Rhinoplasty surgery produces an expected amount of swelling and bruising based on the extent of the surgery. Like all facial surgeries the swelling and bruising is temporary and takes time go resolve. The swelling from rhinoplasty, however, is well known to be prolonged and is most manifest in the tip area. The tip swelling can be quite prolonged and it is well known that it can take a year or even longer to see the final remnants of the swelling to have dissipated and the remodeled tip shape to appear.
Fortunately for most rhinoplasty patients the final shape of the nose does not usually take a full year and an acceptable result occurs much sooner. But in the thick-skinned nose patient the swelling that will occur and the time is takes to go down is very prolonged and often requires some postoperative management to help the process. In such thick-skinned noses it is even possible that the surgery can make the nose tip more enlarged and amorphous if some postoperative management strategy is not done. Known as a polly beak deformity excessive scar tissue formation is prone to form in the tip and supratip areas in thicker-skinned patients that have a large amount of sebaceous tissue.
Steroid injections is the historic method used to treat nasal tip swelling and has been done for decades. While it can be effective steroids are a double-edged therapy with the potential for adverse long-term soft tissue effects if the dose is too high or the injections are done too frequently.
In the February 2018 issue of the journal Facial Plastic Surgery an article was published entitled ‘Use of 5-Fluorouracil for Management of the Thick-Skinned Nose’. In this paper the authors describe their technique for using 5-FU injections after rhinoplasty. Targeted injections of 5-FU (1mg to 25mg) mixed with a low concentration of Kenalog (triamcinolone) are given in 0.1ml aliquots into the desired nasal areas. They provide these injections anywhere from 1 to 5 injection sessions spaced 1 to 4 weeks apart. Such injections can be given as early as one week after surgery or even years later but their greatest effectiveness is in the first three months after surgery. In a one year series of 31 patients who had 55 5-FU injections the only side effects was pain on injection. No adverse soft tissue effects were seen.
5-FU is a well known chemotherapeutic agent used in the treatment of various cancers of the breasts and gastrointestinal tract. Its main mechanism of action is on fibroblasts. It has an antimetabolite effect by being incorporated into the cell with impairment on collagen formation. As a result of this effect, 5-FU has been used for years in treating hypertrophic and keloid scars and is believed to work by the inhibition of TGF-beta. It is therefore logical that 5-FU would be applied to scar tissue formation after rhinoplasty as well.
Since it is an off-label use, there is no approved or well studied dosing regimen for post rhinoplasty injections. It is commonly practiced as a combination therapy by diluting the 5-FU with steroids in various combinations per surgeon preference. The role of steroids as a diluent is to decrease the pain of injection and to precent recurrent scarring. Since most noses need more than one single injection I also like to mix in some lidocaine as well and wait a bit after the first injection before doing more.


> **Your instructions**
Among the lines below, some may contain the string "Landfill". Say how many do, and give nothing besides the number.

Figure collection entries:
* * *

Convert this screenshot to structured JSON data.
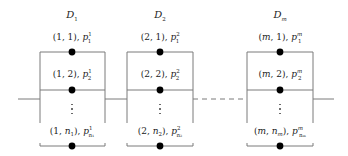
{
  "diagram": {
    "type": "parallel-series system",
    "line_color": "#7a7a7a",
    "node_color": "#000000",
    "connector_between_2_and_m": "dashed",
    "groups": [
      {
        "title": "D",
        "title_sub": "1",
        "center_x": 72,
        "left_x": 40,
        "right_x": 105,
        "rows": [
          {
            "pre": "(1, 1), ",
            "p": "p",
            "sup": "1",
            "sub": "1"
          },
          {
            "pre": "(1, 2), ",
            "p": "p",
            "sup": "1",
            "sub": "2"
          },
          {
            "pre": "(1, ",
            "n": "n",
            "n_sub": "1",
            "mid": "), ",
            "p": "p",
            "sup": "1",
            "sub": "n₁"
          }
        ]
      },
      {
        "title": "D",
        "title_sub": "2",
        "center_x": 160,
        "left_x": 127,
        "right_x": 193,
        "rows": [
          {
            "pre": "(2, 1), ",
            "p": "p",
            "sup": "2",
            "sub": "1"
          },
          {
            "pre": "(2, 2), ",
            "p": "p",
            "sup": "2",
            "sub": "2"
          },
          {
            "pre": "(2, ",
            "n": "n",
            "n_sub": "2",
            "mid": "), ",
            "p": "p",
            "sup": "2",
            "sub": "n₂"
          }
        ]
      },
      {
        "title": "D",
        "title_sub": "m",
        "center_x": 280,
        "left_x": 247,
        "right_x": 313,
        "rows": [
          {
            "pre": "(m, 1), ",
            "p": "p",
            "sup": "m",
            "sub": "1"
          },
          {
            "pre": "(m, 2), ",
            "p": "p",
            "sup": "m",
            "sub": "2"
          },
          {
            "pre": "(m, ",
            "n": "n",
            "n_sub": "m",
            "mid": "), ",
            "p": "p",
            "sup": "m",
            "sub": "nₘ"
          }
        ]
      }
    ],
    "layout": {
      "title_y": 15,
      "row1_label_y": 37,
      "row1_y": 52,
      "row2_label_y": 74,
      "row2_y": 90,
      "main_line_y": 99,
      "dots_y": 104,
      "box_bottom_y": 123,
      "rowN_label_y": 131,
      "rowN_y": 146,
      "input_x": 18,
      "output_x": 334
    }
  }
}
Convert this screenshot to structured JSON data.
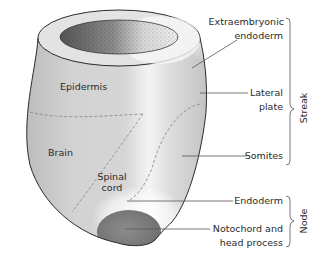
{
  "diagram": {
    "type": "embryo-fate-map",
    "colors": {
      "outline": "#2b2b2b",
      "body_fill": "#cfcfcf",
      "highlight": "#f7f7f7",
      "node_dark": "#8a8a8a",
      "leader_line": "#555555",
      "dashed_boundary": "#8c8c8c",
      "text": "#2a2a2a"
    },
    "region_labels": {
      "epidermis": "Epidermis",
      "brain": "Brain",
      "spinal_cord_line1": "Spinal",
      "spinal_cord_line2": "cord"
    },
    "callouts": {
      "extraembryonic_line1": "Extraembryonic",
      "extraembryonic_line2": "endoderm",
      "lateral_line1": "Lateral",
      "lateral_line2": "plate",
      "somites": "Somites",
      "endoderm": "Endoderm",
      "notochord_line1": "Notochord and",
      "notochord_line2": "head process"
    },
    "groups": {
      "streak": "Streak",
      "node": "Node"
    }
  }
}
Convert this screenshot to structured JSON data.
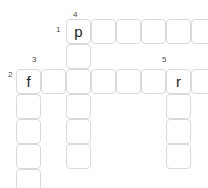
{
  "puzzle": {
    "type": "crossword-grid",
    "cell_size": 25,
    "grid_origin": {
      "x": 16,
      "y": 19
    },
    "colors": {
      "cell_border": "#d8dadc",
      "cell_fill": "#ffffff",
      "letter": "#1c1c1c",
      "clue_number": "#4a4a4a",
      "background": "#ffffff"
    },
    "entries": [
      {
        "number": "1",
        "direction": "across",
        "length": 6,
        "start": {
          "col": 2,
          "row": 0
        },
        "first_letter": "p"
      },
      {
        "number": "2",
        "direction": "across",
        "length": 8,
        "start": {
          "col": 0,
          "row": 2
        },
        "first_letter": "f"
      },
      {
        "number": "3",
        "direction": "down",
        "length": 5,
        "start": {
          "col": 0,
          "row": 2
        },
        "first_letter": "f"
      },
      {
        "number": "4",
        "direction": "down",
        "length": 6,
        "start": {
          "col": 2,
          "row": 0
        },
        "first_letter": "p"
      },
      {
        "number": "5",
        "direction": "down",
        "length": 4,
        "start": {
          "col": 6,
          "row": 2
        },
        "first_letter": "r"
      }
    ],
    "cells": [
      {
        "col": 2,
        "row": 0,
        "letter": "p"
      },
      {
        "col": 3,
        "row": 0,
        "letter": ""
      },
      {
        "col": 4,
        "row": 0,
        "letter": ""
      },
      {
        "col": 5,
        "row": 0,
        "letter": ""
      },
      {
        "col": 6,
        "row": 0,
        "letter": ""
      },
      {
        "col": 7,
        "row": 0,
        "letter": ""
      },
      {
        "col": 2,
        "row": 1,
        "letter": ""
      },
      {
        "col": 0,
        "row": 2,
        "letter": "f"
      },
      {
        "col": 1,
        "row": 2,
        "letter": ""
      },
      {
        "col": 2,
        "row": 2,
        "letter": ""
      },
      {
        "col": 3,
        "row": 2,
        "letter": ""
      },
      {
        "col": 4,
        "row": 2,
        "letter": ""
      },
      {
        "col": 5,
        "row": 2,
        "letter": ""
      },
      {
        "col": 6,
        "row": 2,
        "letter": "r"
      },
      {
        "col": 7,
        "row": 2,
        "letter": ""
      },
      {
        "col": 0,
        "row": 3,
        "letter": ""
      },
      {
        "col": 2,
        "row": 3,
        "letter": ""
      },
      {
        "col": 6,
        "row": 3,
        "letter": ""
      },
      {
        "col": 0,
        "row": 4,
        "letter": ""
      },
      {
        "col": 2,
        "row": 4,
        "letter": ""
      },
      {
        "col": 6,
        "row": 4,
        "letter": ""
      },
      {
        "col": 0,
        "row": 5,
        "letter": ""
      },
      {
        "col": 2,
        "row": 5,
        "letter": ""
      },
      {
        "col": 6,
        "row": 5,
        "letter": ""
      },
      {
        "col": 0,
        "row": 6,
        "letter": ""
      }
    ],
    "clue_numbers": [
      {
        "label": "1",
        "x": 56,
        "y": 26
      },
      {
        "label": "2",
        "x": 8,
        "y": 71
      },
      {
        "label": "3",
        "x": 32,
        "y": 56
      },
      {
        "label": "4",
        "x": 73,
        "y": 11
      },
      {
        "label": "5",
        "x": 162,
        "y": 56
      }
    ]
  }
}
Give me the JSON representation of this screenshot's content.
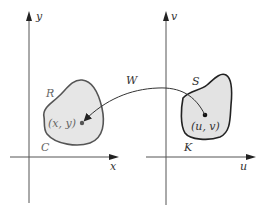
{
  "diagram": {
    "type": "coordinate transformation",
    "left_plane": {
      "x_axis_label": "x",
      "y_axis_label": "y",
      "region_label": "R",
      "boundary_label": "C",
      "point_label": "(x, y)"
    },
    "right_plane": {
      "x_axis_label": "u",
      "y_axis_label": "v",
      "region_label": "S",
      "boundary_label": "K",
      "point_label": "(u, v)"
    },
    "mapping": {
      "label": "W",
      "from": "(u, v)",
      "to": "(x, y)"
    },
    "colors": {
      "region_fill": "#e6e6e6",
      "axis": "#555555",
      "ink": "#333333"
    }
  }
}
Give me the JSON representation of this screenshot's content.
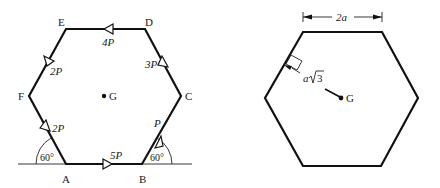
{
  "left_figure": {
    "vertices": [
      {
        "name": "A",
        "label": "A"
      },
      {
        "name": "B",
        "label": "B"
      },
      {
        "name": "C",
        "label": "C"
      },
      {
        "name": "D",
        "label": "D"
      },
      {
        "name": "E",
        "label": "E"
      },
      {
        "name": "F",
        "label": "F"
      }
    ],
    "forces": [
      {
        "edge": "AB",
        "label": "5P"
      },
      {
        "edge": "BC",
        "label": "P"
      },
      {
        "edge": "CD",
        "label": "3P"
      },
      {
        "edge": "DE",
        "label": "4P"
      },
      {
        "edge": "EF",
        "label": "2P"
      },
      {
        "edge": "FA",
        "label": "2P"
      }
    ],
    "angles": [
      {
        "at": "A",
        "label": "60°"
      },
      {
        "at": "B",
        "label": "60°"
      }
    ],
    "centroid_label": "G"
  },
  "right_figure": {
    "width_dimension": "2a",
    "apothem_label_prefix": "a",
    "apothem_label_root": "3",
    "centroid_label": "G"
  }
}
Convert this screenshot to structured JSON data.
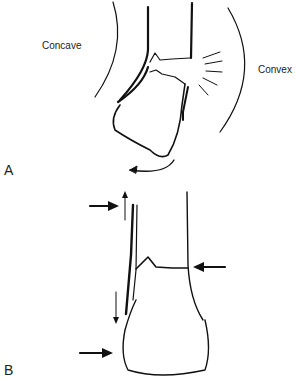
{
  "panel_a": {
    "letter": "A",
    "label_concave": "Concave",
    "label_convex": "Convex"
  },
  "panel_b": {
    "letter": "B"
  },
  "colors": {
    "line": "#111111",
    "background": "#ffffff"
  }
}
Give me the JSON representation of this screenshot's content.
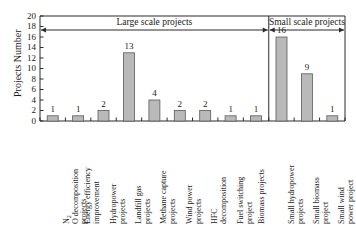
{
  "chart_data": {
    "type": "bar",
    "title": "",
    "xlabel": "",
    "ylabel": "Projects Number",
    "ylim": [
      0,
      20
    ],
    "ytick_step": 2,
    "yticks": [
      "0",
      "2",
      "4",
      "6",
      "8",
      "10",
      "12",
      "14",
      "16",
      "18",
      "20"
    ],
    "grid": false,
    "legend": "none",
    "bar_fill_color": "#b9b9b9",
    "bar_edge_color": "#5a5a5a",
    "axis_color": "#2b2b2b",
    "categories": [
      "N₂O decomposition projects",
      "Energy efficiency improvement",
      "Hydropower projects",
      "Landfill gas projects",
      "Methane capture projects",
      "Wind power projects",
      "HFC decomposition",
      "Fuel switching project",
      "Biomass projects",
      "Small hydropower projects",
      "Small biomass project",
      "Small wind power project"
    ],
    "values": [
      1,
      1,
      2,
      13,
      4,
      2,
      2,
      1,
      1,
      16,
      9,
      1
    ],
    "annotations": [
      {
        "name": "large-scale-span",
        "label": "Large scale projects",
        "from_category_index": 0,
        "to_category_index": 8,
        "arrow": "double-headed"
      },
      {
        "name": "small-scale-span",
        "label": "Small scale projects",
        "from_category_index": 9,
        "to_category_index": 11,
        "arrow": "double-headed"
      }
    ],
    "divider": {
      "name": "scale-divider",
      "between_category_indices": [
        8,
        9
      ]
    }
  },
  "category_label_lines": [
    [
      "N",
      "O decomposition",
      "projects"
    ],
    [
      "Energy efficiency",
      "improvement"
    ],
    [
      "Hydropower",
      "projects"
    ],
    [
      "Landfill gas",
      "projects"
    ],
    [
      "Methane capture",
      "projects"
    ],
    [
      "Wind power",
      "projects"
    ],
    [
      "HFC",
      "decomposition"
    ],
    [
      "Fuel switching",
      "project"
    ],
    [
      "Biomass projects"
    ],
    [
      "Small hydropower",
      "projects"
    ],
    [
      "Small biomass",
      "project"
    ],
    [
      "Small wind",
      "power project"
    ]
  ]
}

* * *

> **Answer**
2